With three films in the official selection at this year's film festival, South Korea leads all other Asian nations, and every other country except France. For film watchers over the past decade, this is no long a surprise. South Korea is one of the few countries in the world where local productions outdraw Hollywood product, and for the past decade, since well, since the historical musical Chunhyang was accepted at Cannes in 2000, Korean films have won steady run of prizes at festivals.

They include a new film from Lee Chang Dong ( Oasis, Secret Sunshine) called Poetry, about a grandmother who takes a poetry class to discover the beauty in everyday life - and faces a dilemma when her grandson is faced with sexual assault. Director Hong Sang-soo ( Virgin Stripped Bare by her Bachelors), who is regarded as the most rigorous and consistent of the Korean new wave, brings Ha Ha Ha, which begins with a Korean filmmaker making plans to move to Canada. Given the vigor of our respective film industries, this would seem to be a poor career move.

And then there's today's gala film, The Housemaid, from Im Sang-soo ( The President's Last Bang) is a remake of one of Korea's most celebrated films, an erotic shocker first made by Kim Ki-Young in 1960, during a brief window of liberality in Korean cinema. The original Housemaid was almost lost to history, before being painstakingly restored by Martin Scorsese's World Cinema Foundation. After being re-released to acclaim on the festival circuit in the last few years, The Housemaid came out on DVD last year, with commentary by current Korean box office champion Bong Joon-ho ( The Host, Mother).

Clearly, The Korean appetite for drastic domestic melodramas is nothing new. Yet the historical changes between the two version are fascinating. The original black-and-white movie was about a middle-class couple, struggling to maintain a lifestyle beyond their means, which causes the pregnant wife to become ill with exhaustion. They hire a factory girl as a maid, who seduces the husband and wreaks havoc on the family.

Both an indictment of post-war materialism and class fears, the original is a mad masterpiece which Scorsese described the film as "passionately claustrophobic."

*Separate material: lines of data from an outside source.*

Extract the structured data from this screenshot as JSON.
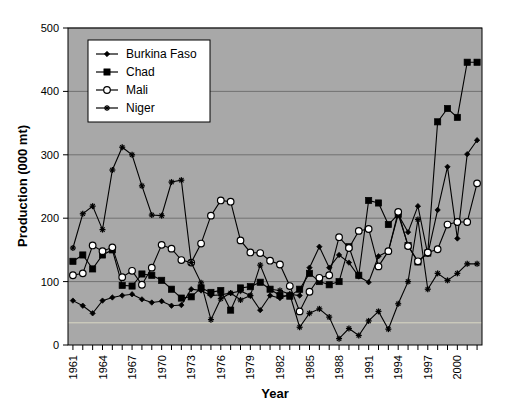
{
  "chart_data": {
    "type": "line",
    "title": "",
    "xlabel": "Year",
    "ylabel": "Production (000 mt)",
    "xlim": [
      1961,
      2002
    ],
    "ylim": [
      0,
      500
    ],
    "yticks": [
      0,
      100,
      200,
      300,
      400,
      500
    ],
    "xticks_labeled": [
      "1961",
      "1964",
      "1967",
      "1970",
      "1973",
      "1976",
      "1979",
      "1982",
      "1985",
      "1988",
      "1991",
      "1994",
      "1997",
      "2000"
    ],
    "grid": true,
    "legend_position": "top-left",
    "x": [
      1961,
      1962,
      1963,
      1964,
      1965,
      1966,
      1967,
      1968,
      1969,
      1970,
      1971,
      1972,
      1973,
      1974,
      1975,
      1976,
      1977,
      1978,
      1979,
      1980,
      1981,
      1982,
      1983,
      1984,
      1985,
      1986,
      1987,
      1988,
      1989,
      1990,
      1991,
      1992,
      1993,
      1994,
      1995,
      1996,
      1997,
      1998,
      1999,
      2000,
      2001,
      2002
    ],
    "series": [
      {
        "name": "Burkina Faso",
        "marker": "diamond",
        "values": [
          70,
          62,
          50,
          70,
          75,
          78,
          80,
          72,
          67,
          69,
          62,
          63,
          88,
          86,
          78,
          79,
          82,
          85,
          78,
          55,
          78,
          74,
          80,
          78,
          122,
          155,
          122,
          142,
          130,
          108,
          99,
          140,
          148,
          206,
          178,
          219,
          143,
          213,
          281,
          168,
          301,
          323
        ]
      },
      {
        "name": "Chad",
        "marker": "square",
        "values": [
          132,
          142,
          120,
          142,
          150,
          94,
          93,
          112,
          110,
          102,
          88,
          74,
          76,
          90,
          83,
          86,
          55,
          90,
          92,
          99,
          88,
          78,
          77,
          88,
          113,
          100,
          95,
          100,
          155,
          110,
          228,
          224,
          190,
          206,
          157,
          131,
          145,
          352,
          373,
          359,
          446,
          446
        ]
      },
      {
        "name": "Mali",
        "marker": "circle-open",
        "values": [
          110,
          113,
          157,
          148,
          154,
          107,
          117,
          95,
          122,
          158,
          152,
          134,
          130,
          160,
          204,
          228,
          226,
          165,
          146,
          145,
          133,
          127,
          93,
          53,
          84,
          106,
          110,
          170,
          153,
          180,
          183,
          124,
          148,
          210,
          156,
          132,
          146,
          151,
          190,
          194,
          194,
          255
        ]
      },
      {
        "name": "Niger",
        "marker": "star",
        "values": [
          153,
          207,
          219,
          182,
          276,
          312,
          300,
          251,
          205,
          204,
          257,
          260,
          130,
          98,
          40,
          73,
          82,
          71,
          78,
          126,
          88,
          86,
          80,
          28,
          50,
          57,
          44,
          10,
          26,
          15,
          38,
          53,
          25,
          65,
          100,
          198,
          88,
          113,
          102,
          113,
          128,
          128
        ]
      }
    ]
  },
  "legend": {
    "items": [
      {
        "label": "Burkina Faso"
      },
      {
        "label": "Chad"
      },
      {
        "label": "Mali"
      },
      {
        "label": "Niger"
      }
    ]
  },
  "axes": {
    "y_title": "Production (000 mt)",
    "x_title": "Year"
  }
}
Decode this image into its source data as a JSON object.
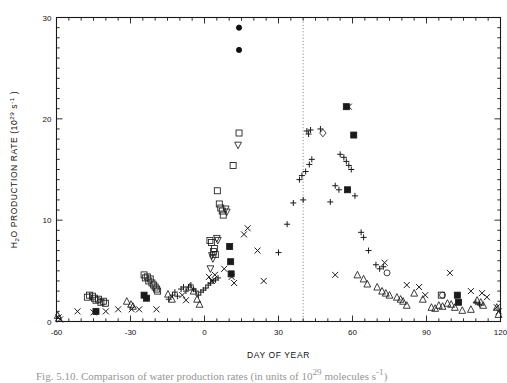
{
  "figure": {
    "caption_prefix": "Fig. 5.10.",
    "caption_text": "Comparison of water production rates (in units of 10",
    "caption_sup": "29",
    "caption_tail": " molecules s",
    "caption_sup2": "-1",
    "caption_end": ")"
  },
  "chart_data": {
    "type": "scatter",
    "title": "",
    "xlabel": "DAY OF YEAR",
    "ylabel": "H₂O PRODUCTION RATE (10²⁹ s⁻¹)",
    "ylabel_base": "H",
    "ylabel_sub": "2",
    "ylabel_mid": "O PRODUCTION RATE (10",
    "ylabel_exp": "29",
    "ylabel_mid2": " s",
    "ylabel_exp2": "-1",
    "ylabel_end": " )",
    "xlim": [
      -60,
      120
    ],
    "ylim": [
      0,
      30
    ],
    "xticks": [
      -60,
      -30,
      0,
      30,
      60,
      90,
      120
    ],
    "xticklabels": [
      "-60",
      "-30",
      "0",
      "30",
      "60",
      "90",
      "120"
    ],
    "yticks": [
      0,
      10,
      20,
      30
    ],
    "yticklabels": [
      "0",
      "10",
      "20",
      "30"
    ],
    "x_minor_step": 5,
    "y_minor_step": 1,
    "grid": false,
    "legend": "none",
    "annotations": [
      {
        "name": "perihelion-marker",
        "type": "vline",
        "x": 40,
        "style": "dotted"
      }
    ],
    "series": [
      {
        "name": "open-square",
        "marker": "square-open",
        "points": [
          [
            -47.5,
            2.4
          ],
          [
            -46.6,
            2.6
          ],
          [
            -45.4,
            2.5
          ],
          [
            -44.6,
            2.3
          ],
          [
            -44.0,
            2.1
          ],
          [
            -43.0,
            2.2
          ],
          [
            -42.0,
            1.9
          ],
          [
            -41.0,
            2.0
          ],
          [
            -40.2,
            1.8
          ],
          [
            -24.5,
            4.6
          ],
          [
            -24.0,
            4.3
          ],
          [
            -23.2,
            4.4
          ],
          [
            -22.6,
            4.0
          ],
          [
            -22.0,
            4.2
          ],
          [
            -21.3,
            3.8
          ],
          [
            -20.6,
            3.6
          ],
          [
            -20.0,
            3.4
          ],
          [
            -19.4,
            3.2
          ],
          [
            -19.0,
            3.0
          ],
          [
            4.0,
            7.2
          ],
          [
            3.6,
            6.9
          ],
          [
            4.4,
            6.6
          ],
          [
            2.2,
            8.0
          ],
          [
            2.8,
            7.8
          ],
          [
            6.0,
            11.6
          ],
          [
            6.6,
            11.2
          ],
          [
            7.2,
            10.9
          ],
          [
            7.6,
            10.5
          ],
          [
            5.2,
            12.9
          ],
          [
            11.6,
            15.4
          ],
          [
            14.0,
            18.6
          ],
          [
            96.0,
            2.6
          ]
        ]
      },
      {
        "name": "open-triangle-up",
        "marker": "triangle-up",
        "points": [
          [
            -59.5,
            0.6
          ],
          [
            -59.0,
            0.3
          ],
          [
            -31.5,
            2.0
          ],
          [
            -29.8,
            1.7
          ],
          [
            -29.0,
            1.5
          ],
          [
            -14.8,
            2.7
          ],
          [
            -13.2,
            2.2
          ],
          [
            -6.0,
            3.4
          ],
          [
            -4.4,
            3.0
          ],
          [
            -3.0,
            2.2
          ],
          [
            -2.0,
            1.7
          ],
          [
            62.0,
            4.6
          ],
          [
            64.5,
            4.2
          ],
          [
            66.0,
            3.7
          ],
          [
            70.0,
            3.4
          ],
          [
            72.0,
            3.0
          ],
          [
            73.5,
            2.8
          ],
          [
            75.0,
            2.6
          ],
          [
            78.0,
            2.4
          ],
          [
            79.5,
            2.2
          ],
          [
            80.5,
            2.0
          ],
          [
            82.0,
            1.6
          ],
          [
            85.0,
            2.8
          ],
          [
            88.5,
            2.2
          ],
          [
            92.0,
            1.4
          ],
          [
            93.5,
            1.3
          ],
          [
            95.0,
            1.6
          ],
          [
            96.5,
            1.5
          ],
          [
            98.5,
            1.8
          ],
          [
            100.0,
            1.7
          ],
          [
            101.5,
            1.4
          ],
          [
            104.5,
            1.1
          ],
          [
            108.0,
            1.2
          ],
          [
            110.5,
            2.1
          ],
          [
            112.0,
            1.9
          ],
          [
            113.0,
            1.6
          ],
          [
            118.5,
            1.4
          ],
          [
            119.2,
            0.7
          ]
        ]
      },
      {
        "name": "open-triangle-down",
        "marker": "triangle-down",
        "points": [
          [
            2.4,
            5.2
          ],
          [
            3.0,
            6.5
          ],
          [
            3.4,
            6.2
          ],
          [
            5.0,
            8.2
          ],
          [
            5.4,
            8.0
          ],
          [
            8.6,
            11.1
          ],
          [
            9.0,
            10.8
          ],
          [
            13.6,
            17.4
          ]
        ]
      },
      {
        "name": "cross",
        "marker": "x",
        "points": [
          [
            -59.2,
            0.4
          ],
          [
            -58.6,
            0.2
          ],
          [
            -51.5,
            1.0
          ],
          [
            -45.0,
            0.9
          ],
          [
            -40.0,
            1.0
          ],
          [
            -35.0,
            1.2
          ],
          [
            -29.5,
            1.2
          ],
          [
            -26.5,
            1.2
          ],
          [
            -19.5,
            1.2
          ],
          [
            -9.0,
            2.6
          ],
          [
            -7.5,
            2.1
          ],
          [
            1.8,
            4.4
          ],
          [
            3.0,
            4.0
          ],
          [
            4.2,
            4.6
          ],
          [
            8.0,
            5.2
          ],
          [
            11.0,
            4.4
          ],
          [
            17.5,
            9.2
          ],
          [
            16.0,
            8.6
          ],
          [
            21.5,
            7.0
          ],
          [
            12.0,
            3.8
          ],
          [
            24.0,
            4.0
          ],
          [
            53.0,
            4.6
          ],
          [
            58.5,
            21.2
          ],
          [
            73.0,
            5.8
          ],
          [
            82.0,
            3.6
          ],
          [
            87.0,
            3.4
          ],
          [
            89.5,
            2.6
          ],
          [
            99.5,
            4.8
          ],
          [
            108.0,
            3.0
          ],
          [
            112.5,
            2.8
          ],
          [
            114.5,
            2.4
          ],
          [
            118.5,
            1.4
          ],
          [
            119.3,
            1.0
          ]
        ]
      },
      {
        "name": "plus",
        "marker": "plus",
        "points": [
          [
            -14.5,
            2.2
          ],
          [
            -13.0,
            2.6
          ],
          [
            -12.0,
            2.9
          ],
          [
            -11.0,
            2.5
          ],
          [
            -9.5,
            3.2
          ],
          [
            -8.5,
            3.4
          ],
          [
            -7.5,
            3.0
          ],
          [
            -6.5,
            3.4
          ],
          [
            -5.5,
            3.6
          ],
          [
            -4.5,
            3.2
          ],
          [
            -3.5,
            3.0
          ],
          [
            -2.5,
            2.6
          ],
          [
            -1.5,
            2.9
          ],
          [
            -0.5,
            3.1
          ],
          [
            0.5,
            3.3
          ],
          [
            1.5,
            3.6
          ],
          [
            2.5,
            3.8
          ],
          [
            3.5,
            4.0
          ],
          [
            4.5,
            4.1
          ],
          [
            5.5,
            4.3
          ],
          [
            30.0,
            6.8
          ],
          [
            33.5,
            9.6
          ],
          [
            36.0,
            11.7
          ],
          [
            40.0,
            12.0
          ],
          [
            38.5,
            14.0
          ],
          [
            39.5,
            14.4
          ],
          [
            41.0,
            14.8
          ],
          [
            42.5,
            15.5
          ],
          [
            43.5,
            16.0
          ],
          [
            41.5,
            18.8
          ],
          [
            42.2,
            18.5
          ],
          [
            43.0,
            18.9
          ],
          [
            47.0,
            19.0
          ],
          [
            51.0,
            11.8
          ],
          [
            55.0,
            16.5
          ],
          [
            56.5,
            16.2
          ],
          [
            57.5,
            15.8
          ],
          [
            58.5,
            15.4
          ],
          [
            59.5,
            15.0
          ],
          [
            53.0,
            13.4
          ],
          [
            54.5,
            13.0
          ],
          [
            61.0,
            12.4
          ],
          [
            63.5,
            8.8
          ],
          [
            64.5,
            8.3
          ],
          [
            66.5,
            7.0
          ],
          [
            69.5,
            5.6
          ],
          [
            71.0,
            5.2
          ],
          [
            72.5,
            5.4
          ],
          [
            110.0,
            1.9
          ],
          [
            111.5,
            1.7
          ]
        ]
      },
      {
        "name": "filled-circle",
        "marker": "circle-filled",
        "points": [
          [
            14.0,
            29.0
          ],
          [
            14.0,
            26.8
          ]
        ]
      },
      {
        "name": "open-circle",
        "marker": "circle-open",
        "points": [
          [
            74.0,
            4.8
          ],
          [
            96.5,
            2.6
          ]
        ]
      },
      {
        "name": "open-diamond",
        "marker": "diamond-open",
        "points": [
          [
            48.0,
            18.6
          ]
        ]
      },
      {
        "name": "filled-square",
        "marker": "square-filled",
        "points": [
          [
            -44.0,
            1.0
          ],
          [
            -24.5,
            2.6
          ],
          [
            -23.5,
            2.3
          ],
          [
            10.2,
            7.4
          ],
          [
            10.6,
            5.9
          ],
          [
            10.8,
            4.7
          ],
          [
            57.5,
            21.2
          ],
          [
            60.5,
            18.4
          ],
          [
            58.0,
            13.0
          ],
          [
            102.5,
            2.6
          ],
          [
            103.0,
            1.9
          ]
        ]
      }
    ]
  }
}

Legend has it that original maid (Lee Eun-shim) was so persuasive her performance may have ruined her career. Reportedly, audiences were so outraged they yelled "Kill the bitch" at the screen and Lee found few directors willing to risk using her again.

The new lush and expansive colour version makes cryptic references to the original film - including a mysterious suicide in an opening scene - and is perhaps best understood as a contemporary response to the original film.

Right away, you know you're on different ground with the casting of the titular character. This time , the much-awarded Korean star Jeon Do-Yeon is in the role. Jeon, who won the best actress prize at Cannes in 2007 for her performance as a bereaved mother in Secret Sunshine, has one of the kindest, most sympathetic faces you're ever likely to see onscreen. There's no danger of anyone in the audience calling for her to be killed.

In this version, Jeon, 37, is clearly older than the actress who plays the wife, a pretty spoiled trophy for her wealthy, feckless husband.

Rather than a story of dangerous middle-class aspirations, this is a parable about the cruelty and lack of accountability of the rich.

Part of this makes a more conventional movie but also reflects a different economic world.

According to a 2007 study by the Korea Institute for Health and Social Affairs, the gap between the rich and poor increased considerably in the years between 1996 and 2006, the years after the Asian financial bubble burst.

It's not entirely a coincidence that this was also the period that saw a flowering of Korean filmmaking. According to a recent book, Jinhee Choi's The South Korean Film Renaissance: Local Hitmakers, Global Provocateurs, one of the things that helped Korean cinema was the movement of cash away from the stock market into relatively more stable kinds of venture capitalism -- including home-grown films.